01 Feb
01Feb

At the end of last year I wrote a short post on theme, and how character is injected into a game. This process often feels a little artificial in many ways, with special rules and restrictions on the types of miniatures that you can bring to the table, attempting to recreating a specific play style or bias. Theme and character, and incorporating it into a game or rules set is something that interests me a lot, and so I have recently been thinking how the inclusion of theme differs between tabletop wargames and board games.

Board games and tabletop wargames share a lot of surface similarities. Both often involve dice, some kind of counter to represent the player or forces under the control of the payer, and there is often a mix of luck and skill involved in winning. Nothing earth shattering in all of that. However, when it comes to character and theme, the two types of game are fundamentally different. While a wargame will usually have a 'theme agnostic' core rules engine, and then armies for us in the game which incorporate their individual theme into their composition and rules, a board game is often built from the ground up to be situated very specifically. That is, a tabletop wargame is essentially theme neutral and then theme is added, while a board game is usually theme specific by virtue of being a single contained rules set with no new army lists to add individual theme - although expansions may adjust this a little.

How many times have you heard the complaint that a board game 'doesn't capture the theme' very well? And yet, what is the theme captured by the 40K core rules? I would argue that there is very little intrinsic theme in the core rules, and what there is, is included through the art direction, narrative and stylistic features.

What is the consequence of this? Board games are usually fixed into a specific theme, and this is vital to their success or failure. Look at that perennial, Monopoly! How many variations do we really need of this game? And yet people must be persuaded to buy a new version of essentially the same game, simply because this latest version is the special 1980s Back to the Future version! This is fine, but it limits the shelf life of board games. If you cant change the theme, then you are essentially stuck playing the same game every time.

The tabletop wargame method of a theme neutral rules engine backed up by theme specific army lists highlights another core difference in theme. Board games are often themed more specifically. For example, a board game may theme itself around the Napoleonic Wars, catching a mouse through a bizarrely intricate and over-engineered series of traps, or farming in medieval or fantasy fields. In contrast, a tabletop wargames rarely themes itself around such a specific scenario. Sure, some wargames will give you a background setting, but these are often just that - background but not integrated into the rules theme. For example, 40K will tell you that the Tyranid army works and behaves a certain way, and will provide you rules to reflect this, but it doesnt give you theme rules for the Tyranids on an ice world. And even when campaign additions attempt to do this, often the rules and lists are generic beyond the established these of the narrative setting.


• Required work: Below are the entries; return exactly the line with "You are a GUI" and every later line, without anything else.

(Collection entries)
^^^^^^^^^^^^^^^^
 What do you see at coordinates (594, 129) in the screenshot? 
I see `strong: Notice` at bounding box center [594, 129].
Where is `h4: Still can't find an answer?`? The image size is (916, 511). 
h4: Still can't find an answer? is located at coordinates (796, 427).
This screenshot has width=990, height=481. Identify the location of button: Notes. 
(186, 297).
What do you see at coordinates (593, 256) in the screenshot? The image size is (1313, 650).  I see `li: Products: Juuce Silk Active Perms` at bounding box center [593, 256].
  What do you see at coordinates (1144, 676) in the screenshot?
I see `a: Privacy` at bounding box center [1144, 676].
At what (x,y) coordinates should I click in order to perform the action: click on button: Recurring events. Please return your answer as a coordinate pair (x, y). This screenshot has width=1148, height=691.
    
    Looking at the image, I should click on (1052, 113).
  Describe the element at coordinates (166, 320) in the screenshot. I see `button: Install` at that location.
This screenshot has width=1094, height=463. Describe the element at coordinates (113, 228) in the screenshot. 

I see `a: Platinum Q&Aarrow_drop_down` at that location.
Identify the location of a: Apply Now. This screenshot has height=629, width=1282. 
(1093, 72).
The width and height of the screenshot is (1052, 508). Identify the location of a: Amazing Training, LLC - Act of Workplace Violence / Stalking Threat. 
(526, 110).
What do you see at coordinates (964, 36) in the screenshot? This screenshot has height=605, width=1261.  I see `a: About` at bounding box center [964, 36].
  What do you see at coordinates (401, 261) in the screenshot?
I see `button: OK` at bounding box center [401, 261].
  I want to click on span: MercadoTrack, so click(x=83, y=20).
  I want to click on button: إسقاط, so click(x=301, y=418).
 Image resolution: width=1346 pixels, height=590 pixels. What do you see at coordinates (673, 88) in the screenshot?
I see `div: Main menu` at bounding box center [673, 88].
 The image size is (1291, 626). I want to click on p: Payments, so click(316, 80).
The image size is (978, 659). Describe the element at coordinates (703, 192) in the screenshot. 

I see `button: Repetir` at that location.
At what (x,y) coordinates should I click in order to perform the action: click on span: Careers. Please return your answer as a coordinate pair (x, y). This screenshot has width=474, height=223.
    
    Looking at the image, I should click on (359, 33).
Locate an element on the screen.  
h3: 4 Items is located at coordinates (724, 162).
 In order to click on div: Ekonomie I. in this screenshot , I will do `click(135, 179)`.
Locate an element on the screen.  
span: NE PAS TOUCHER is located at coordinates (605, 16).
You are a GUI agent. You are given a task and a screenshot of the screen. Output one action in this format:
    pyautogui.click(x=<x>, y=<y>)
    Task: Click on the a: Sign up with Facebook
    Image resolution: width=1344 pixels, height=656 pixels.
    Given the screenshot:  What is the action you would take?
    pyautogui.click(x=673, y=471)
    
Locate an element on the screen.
^^^^^^^^^^^^^^^^
• Response:
You are a GUI agent. You are given a task and a screenshot of the screen. Output one action in this format:
    pyautogui.click(x=<x>, y=<y>)
    Task: Click on the a: Sign up with Facebook
    Image resolution: width=1344 pixels, height=656 pixels.
    Given the screenshot:  What is the action you would take?
    pyautogui.click(x=673, y=471)
    
Locate an element on the screen.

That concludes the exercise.